“All subspecies hang on in only 5% of their historical range.” This 5.5 tonne giant is Asia’s largest land animal – but it could face extinction

“All subspecies hang on in only 5% of their historical range.” This 5.5 tonne giant is Asia’s largest land animal – but it could face extinction

This magnificent mammal is smaller than its African cousins but it’s still the largest land-based animal in Asia. Can you guess what makes them different? It’s not just the size…

Credit: Daniel Lozano Gonzalez/Getty Images


The second largest land mammal on the planet is also the largest land mammal on the Asian continent.

The genus Elephas originated in Sub-Saharan Africa during the Pliocene and spread throughout Africa before emigrating to southern Asia.

The Asian elephant (Elephas maximus), is smaller than its African relatives, with males growing up to 3.5m at the shoulder and weighing in at up to 5.5 tonnes (African elephants grow up to 4m and weigh up to 7 tonnes).

They also have smaller, more rounded ears, a twin-domed head and just one ‘finger’ at the tip of the trunk (African elephants have two).

Asian elephants use their trunks as an exploration superpower – smelling, breathing, trumpeting, drinking and grabbing things. These versatile trunks are equally capable of brute force (pushing over a tree to reach leaves on the upper branches) or performing a delicate task such as manipulating a morsel of food using the ‘finger’ at the tip.

They also touch trunks to reassure each other, the equivalent of a hug, say experts. This extraordinary ‘nose’ has more than 40,000 muscles (the human body has just 600+).

There’s a difference in the tusks, too. Female Asian elephants don’t have them, instead growing rudimentary tusks, called ‘tushes’. Some male Asian elephants never grow tusks.

Asian elephants vary in size and there are three recognised subspecies – Indian, Sumatran and Sri Lankan (the largest).

There is also the Borneo pygmy elephant, endemic to the island, that stands at 2.5–3m tall at the shoulder.

Asian elephants inhabit dry to wet forest and grassland habitats in 13 range countries spanning South and Southeast Asia.

While they prefer to forage plants – grasses, bamboo shoots, leaves, roots and bark – Asian elephants have adapted to survive on a variety of resources available in their habitat. Indeed, their fondness for cultivated crops such as bananas, rice and sugarcane has led to conflict with humans. More than two-thirds of an elephant’s day can be spent feeding on around 150kg of plant material.

Asian elephants differ quite noticeably in their social structure, emerging research has revealed. While African elephants have a strict hierarchy by age and are led by the oldest and wisest female, the matriarch, their Asian cousins have more changeable social networks.

This flexible species, which lives up to 80 years, forms significantly smaller, less hierarchical and more loosely collected groups that can separate and reunite over time. This ‘fission-fusion’ arrangement seems to allow elephants to adapt quickly to changing conditions.

Long revered as both deities and cultural symbols, Asian elephants have been intertwined with human history across the continent for centuries. But today they face threats.

The expansion of agricultural and city infrastructure has fragmented wild Asian elephant habitats, squeezing the animals into isolated pockets of land. This has also fuelled conflict with humans as elephants seek space and raid crops grown close to their forest home.

As well as the deforestation of their habitat, poaching is a threat – not necessarily for tusks, but for other elephant products such as skin and tail hair.

There may be fewer than 50,000 in the wild, compared to around half a million of their African relatives. Now classified as Endangered on the IUCN Red List, all three subspecies hang on in only about five per cent of their historical range, which once stretched from China to as far west as the Euphrates River.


→ **Task requirements**: Produce a verbatim transcription of all records.

→ **Record set**:
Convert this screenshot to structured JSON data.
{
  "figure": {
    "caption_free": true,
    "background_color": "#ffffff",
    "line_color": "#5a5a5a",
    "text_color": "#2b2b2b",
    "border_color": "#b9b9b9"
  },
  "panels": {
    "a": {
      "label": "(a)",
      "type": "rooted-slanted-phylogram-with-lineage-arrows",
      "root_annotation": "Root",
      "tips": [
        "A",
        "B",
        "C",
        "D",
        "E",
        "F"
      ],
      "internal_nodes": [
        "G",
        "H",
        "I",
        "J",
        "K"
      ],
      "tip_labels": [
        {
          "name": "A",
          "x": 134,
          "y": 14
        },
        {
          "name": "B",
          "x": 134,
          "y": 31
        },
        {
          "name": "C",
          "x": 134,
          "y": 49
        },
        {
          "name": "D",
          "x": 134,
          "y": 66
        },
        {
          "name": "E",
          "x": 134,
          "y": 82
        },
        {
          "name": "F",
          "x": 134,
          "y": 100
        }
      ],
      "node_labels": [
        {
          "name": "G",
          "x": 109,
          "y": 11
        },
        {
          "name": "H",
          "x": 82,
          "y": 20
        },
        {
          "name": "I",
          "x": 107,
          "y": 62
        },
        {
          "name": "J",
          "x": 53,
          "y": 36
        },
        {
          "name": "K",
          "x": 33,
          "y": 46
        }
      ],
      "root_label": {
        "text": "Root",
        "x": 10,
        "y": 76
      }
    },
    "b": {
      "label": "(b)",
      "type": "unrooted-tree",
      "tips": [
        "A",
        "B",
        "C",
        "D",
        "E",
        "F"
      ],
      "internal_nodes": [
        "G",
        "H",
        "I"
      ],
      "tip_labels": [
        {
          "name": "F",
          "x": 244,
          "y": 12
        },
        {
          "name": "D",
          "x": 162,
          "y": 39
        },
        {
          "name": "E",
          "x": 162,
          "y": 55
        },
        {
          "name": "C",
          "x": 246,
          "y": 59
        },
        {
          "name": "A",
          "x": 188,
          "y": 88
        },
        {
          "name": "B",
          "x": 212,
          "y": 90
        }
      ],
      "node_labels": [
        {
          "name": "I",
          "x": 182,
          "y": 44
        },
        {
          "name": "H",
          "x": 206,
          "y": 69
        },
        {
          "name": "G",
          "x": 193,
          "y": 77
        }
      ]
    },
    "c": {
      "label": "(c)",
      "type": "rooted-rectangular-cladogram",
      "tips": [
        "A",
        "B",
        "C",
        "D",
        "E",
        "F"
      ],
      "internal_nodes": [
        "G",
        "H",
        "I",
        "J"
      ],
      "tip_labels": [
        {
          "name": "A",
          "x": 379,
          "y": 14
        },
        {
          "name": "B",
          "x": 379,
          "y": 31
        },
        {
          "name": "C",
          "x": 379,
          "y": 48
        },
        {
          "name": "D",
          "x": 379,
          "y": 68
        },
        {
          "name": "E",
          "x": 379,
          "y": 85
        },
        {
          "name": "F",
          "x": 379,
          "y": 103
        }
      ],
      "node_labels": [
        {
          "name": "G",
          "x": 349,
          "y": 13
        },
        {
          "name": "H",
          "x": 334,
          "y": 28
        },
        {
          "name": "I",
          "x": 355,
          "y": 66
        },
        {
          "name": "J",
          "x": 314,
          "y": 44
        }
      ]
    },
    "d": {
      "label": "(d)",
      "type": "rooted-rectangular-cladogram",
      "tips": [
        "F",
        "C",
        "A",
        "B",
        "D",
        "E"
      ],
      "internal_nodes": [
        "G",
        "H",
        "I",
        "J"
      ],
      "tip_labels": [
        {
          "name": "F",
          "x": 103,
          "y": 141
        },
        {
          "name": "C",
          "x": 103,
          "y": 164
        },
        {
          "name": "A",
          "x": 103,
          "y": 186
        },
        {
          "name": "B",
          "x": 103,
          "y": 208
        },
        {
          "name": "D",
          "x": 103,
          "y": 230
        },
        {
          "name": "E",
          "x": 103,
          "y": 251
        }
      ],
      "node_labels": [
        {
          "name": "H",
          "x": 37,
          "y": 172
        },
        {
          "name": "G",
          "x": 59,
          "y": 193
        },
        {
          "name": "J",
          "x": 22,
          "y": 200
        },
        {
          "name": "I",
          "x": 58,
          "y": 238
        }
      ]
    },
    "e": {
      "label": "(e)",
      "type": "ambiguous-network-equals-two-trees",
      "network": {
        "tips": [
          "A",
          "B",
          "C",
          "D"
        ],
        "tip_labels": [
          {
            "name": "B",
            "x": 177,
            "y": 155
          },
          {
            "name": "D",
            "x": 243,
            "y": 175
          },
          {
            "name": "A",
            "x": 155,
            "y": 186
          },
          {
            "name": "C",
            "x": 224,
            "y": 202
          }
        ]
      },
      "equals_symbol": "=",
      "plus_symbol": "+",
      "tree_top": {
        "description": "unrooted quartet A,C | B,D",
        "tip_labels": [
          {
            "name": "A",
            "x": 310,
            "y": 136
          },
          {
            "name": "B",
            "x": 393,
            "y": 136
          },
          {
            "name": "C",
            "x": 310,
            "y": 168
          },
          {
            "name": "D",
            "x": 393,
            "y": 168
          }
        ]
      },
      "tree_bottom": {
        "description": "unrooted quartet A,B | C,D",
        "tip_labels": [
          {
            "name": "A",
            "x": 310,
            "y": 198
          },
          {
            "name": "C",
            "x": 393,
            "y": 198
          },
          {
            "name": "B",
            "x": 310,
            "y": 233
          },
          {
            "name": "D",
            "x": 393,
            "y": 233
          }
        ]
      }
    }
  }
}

→ **Answer to this task**:
Convert this screenshot to structured JSON data.
{
  "figure": {
    "caption_free": true,
    "background_color": "#ffffff",
    "line_color": "#5a5a5a",
    "text_color": "#2b2b2b",
    "border_color": "#b9b9b9"
  },
  "panels": {
    "a": {
      "label": "(a)",
      "type": "rooted-slanted-phylogram-with-lineage-arrows",
      "root_annotation": "Root",
      "tips": [
        "A",
        "B",
        "C",
        "D",
        "E",
        "F"
      ],
      "internal_nodes": [
        "G",
        "H",
        "I",
        "J",
        "K"
      ],
      "tip_labels": [
        {
          "name": "A",
          "x": 134,
          "y": 14
        },
        {
          "name": "B",
          "x": 134,
          "y": 31
        },
        {
          "name": "C",
          "x": 134,
          "y": 49
        },
        {
          "name": "D",
          "x": 134,
          "y": 66
        },
        {
          "name": "E",
          "x": 134,
          "y": 82
        },
        {
          "name": "F",
          "x": 134,
          "y": 100
        }
      ],
      "node_labels": [
        {
          "name": "G",
          "x": 109,
          "y": 11
        },
        {
          "name": "H",
          "x": 82,
          "y": 20
        },
        {
          "name": "I",
          "x": 107,
          "y": 62
        },
        {
          "name": "J",
          "x": 53,
          "y": 36
        },
        {
          "name": "K",
          "x": 33,
          "y": 46
        }
      ],
      "root_label": {
        "text": "Root",
        "x": 10,
        "y": 76
      }
    },
    "b": {
      "label": "(b)",
      "type": "unrooted-tree",
      "tips": [
        "A",
        "B",
        "C",
        "D",
        "E",
        "F"
      ],
      "internal_nodes": [
        "G",
        "H",
        "I"
      ],
      "tip_labels": [
        {
          "name": "F",
          "x": 244,
          "y": 12
        },
        {
          "name": "D",
          "x": 162,
          "y": 39
        },
        {
          "name": "E",
          "x": 162,
          "y": 55
        },
        {
          "name": "C",
          "x": 246,
          "y": 59
        },
        {
          "name": "A",
          "x": 188,
          "y": 88
        },
        {
          "name": "B",
          "x": 212,
          "y": 90
        }
      ],
      "node_labels": [
        {
          "name": "I",
          "x": 182,
          "y": 44
        },
        {
          "name": "H",
          "x": 206,
          "y": 69
        },
        {
          "name": "G",
          "x": 193,
          "y": 77
        }
      ]
    },
    "c": {
      "label": "(c)",
      "type": "rooted-rectangular-cladogram",
      "tips": [
        "A",
        "B",
        "C",
        "D",
        "E",
        "F"
      ],
      "internal_nodes": [
        "G",
        "H",
        "I",
        "J"
      ],
      "tip_labels": [
        {
          "name": "A",
          "x": 379,
          "y": 14
        },
        {
          "name": "B",
          "x": 379,
          "y": 31
        },
        {
          "name": "C",
          "x": 379,
          "y": 48
        },
        {
          "name": "D",
          "x": 379,
          "y": 68
        },
        {
          "name": "E",
          "x": 379,
          "y": 85
        },
        {
          "name": "F",
          "x": 379,
          "y": 103
        }
      ],
      "node_labels": [
        {
          "name": "G",
          "x": 349,
          "y": 13
        },
        {
          "name": "H",
          "x": 334,
          "y": 28
        },
        {
          "name": "I",
          "x": 355,
          "y": 66
        },
        {
          "name": "J",
          "x": 314,
          "y": 44
        }
      ]
    },
    "d": {
      "label": "(d)",
      "type": "rooted-rectangular-cladogram",
      "tips": [
        "F",
        "C",
        "A",
        "B",
        "D",
        "E"
      ],
      "internal_nodes": [
        "G",
        "H",
        "I",
        "J"
      ],
      "tip_labels": [
        {
          "name": "F",
          "x": 103,
          "y": 141
        },
        {
          "name": "C",
          "x": 103,
          "y": 164
        },
        {
          "name": "A",
          "x": 103,
          "y": 186
        },
        {
          "name": "B",
          "x": 103,
          "y": 208
        },
        {
          "name": "D",
          "x": 103,
          "y": 230
        },
        {
          "name": "E",
          "x": 103,
          "y": 251
        }
      ],
      "node_labels": [
        {
          "name": "H",
          "x": 37,
          "y": 172
        },
        {
          "name": "G",
          "x": 59,
          "y": 193
        },
        {
          "name": "J",
          "x": 22,
          "y": 200
        },
        {
          "name": "I",
          "x": 58,
          "y": 238
        }
      ]
    },
    "e": {
      "label": "(e)",
      "type": "ambiguous-network-equals-two-trees",
      "network": {
        "tips": [
          "A",
          "B",
          "C",
          "D"
        ],
        "tip_labels": [
          {
            "name": "B",
            "x": 177,
            "y": 155
          },
          {
            "name": "D",
            "x": 243,
            "y": 175
          },
          {
            "name": "A",
            "x": 155,
            "y": 186
          },
          {
            "name": "C",
            "x": 224,
            "y": 202
          }
        ]
      },
      "equals_symbol": "=",
      "plus_symbol": "+",
      "tree_top": {
        "description": "unrooted quartet A,C | B,D",
        "tip_labels": [
          {
            "name": "A",
            "x": 310,
            "y": 136
          },
          {
            "name": "B",
            "x": 393,
            "y": 136
          },
          {
            "name": "C",
            "x": 310,
            "y": 168
          },
          {
            "name": "D",
            "x": 393,
            "y": 168
          }
        ]
      },
      "tree_bottom": {
        "description": "unrooted quartet A,B | C,D",
        "tip_labels": [
          {
            "name": "A",
            "x": 310,
            "y": 198
          },
          {
            "name": "C",
            "x": 393,
            "y": 198
          },
          {
            "name": "B",
            "x": 310,
            "y": 233
          },
          {
            "name": "D",
            "x": 393,
            "y": 233
          }
        ]
      }
    }
  }
}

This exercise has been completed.